After another session in the Fab Lab drawing people’s ‘can’t live without’ ordinary things, I’ve been thinking about what I can do with these drawings. I want to be able to show them. I would love for people to be able to enter them, walk inside them, feel them without ‘feeling’ them. However, that isn’t going to happen in the near future. So, in the meantime, I need to use them to create something that I can easily show in the real world.
On returning home with no virtual means of creating or referencing to hand, I decided to re-create the drawings using a traditional medium: oil. To do this, I had to rely on my memory of the drawings. I didn’t have the images (or a means to enter the images) any more. Everything is on a datastick but I can’t see them.
This act of recreating the virtual reality drawings of ordinary objects in oil allowed me to abstract them even further from the original objects -a copy of a copy of a copy etc. I didn’t use any extra creativity in this act. I just painted as I remembered. Interestingly, I cannot show here the images in my memory or the virtual reality drawings as I mention above. That is an impossibility.

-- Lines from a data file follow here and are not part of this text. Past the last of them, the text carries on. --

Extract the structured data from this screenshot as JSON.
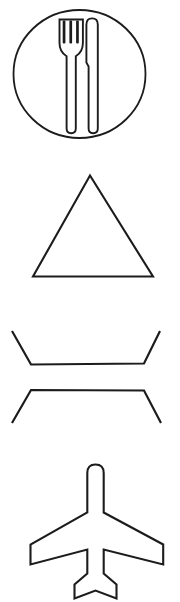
{
  "page": {
    "background_color": "#ffffff",
    "stroke_color": "#1c1c1c",
    "width": 180,
    "height": 602,
    "orientation": "vertical-stack",
    "item_count": 4
  },
  "icons": [
    {
      "id": "restaurant",
      "name": "restaurant-icon",
      "label": "Restaurant",
      "description": "Fork and knife inside a circle",
      "glyph": "fork-and-knife-in-circle",
      "stroke_color": "#1c1c1c",
      "fill_color": "none",
      "stroke_width": 2,
      "bounds": {
        "x": 13,
        "y": 10,
        "width": 133,
        "height": 128
      }
    },
    {
      "id": "mountain",
      "name": "mountain-icon",
      "label": "Mountain",
      "description": "Equilateral triangle outline",
      "glyph": "triangle",
      "stroke_color": "#1c1c1c",
      "fill_color": "none",
      "stroke_width": 2,
      "bounds": {
        "x": 32,
        "y": 175,
        "width": 122,
        "height": 102
      }
    },
    {
      "id": "bowtie",
      "name": "bowtie-icon",
      "label": "Bow Tie",
      "description": "Two opposing open trapezoid brackets forming an hourglass",
      "glyph": "hourglass-brackets",
      "stroke_color": "#1c1c1c",
      "fill_color": "none",
      "stroke_width": 2,
      "bounds": {
        "x": 12,
        "y": 331,
        "width": 148,
        "height": 92
      }
    },
    {
      "id": "airplane",
      "name": "airplane-icon",
      "label": "Airplane",
      "description": "Top-view airplane silhouette outline",
      "glyph": "airplane-top-view",
      "stroke_color": "#1c1c1c",
      "fill_color": "none",
      "stroke_width": 2,
      "bounds": {
        "x": 30,
        "y": 465,
        "width": 133,
        "height": 127
      }
    }
  ]
}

The objects have now travelled along a trajectory as follows:
Object – Subject (person making the choice) – Photograph – Digital Image on Social Media – Print of Digital Image – Memory of Subject (me) – VR Drawing – Memory of Subject (me) – Oil Painting.
The excise had a further level of difficulty for me. I was ‘drawing’ with oil paints in two-dimensions an object that I had previously ‘drawn’ in three-dimensions using a digital ‘pen’. I had struggled to render the objects in three-dimensions and now I was having to draw them again as flat objects. This new negativity felt very peculiar. It was a challenge to fight this.
I have so far created four oil paintings: a pair of glasses, a shoe, an inhaler and a mug of tea. I can easily show these here. The VR drawings of these objects remain in my memory. I cannot share them. This renders the VR environment a mysticism that nobody else can access right now. It runs parallel to my imagination. It is real though but I can’t prove it.
And to point out the obvious, despite weeks of obsessing over monochrome, I painted the objects in vivid colour. They are in vivid colour in the VR realm, so to take the colour away would be to remove them too far from their VR incarnations.
Now, in oils, the objects are real again. They are real created from digital. They seem to be a bizarre hybrid of the real and the digital and the imagined. There is a strange irony there. They are abstractions from the digital to the real of the digital in the real. Is still-life art still fresh? You decide.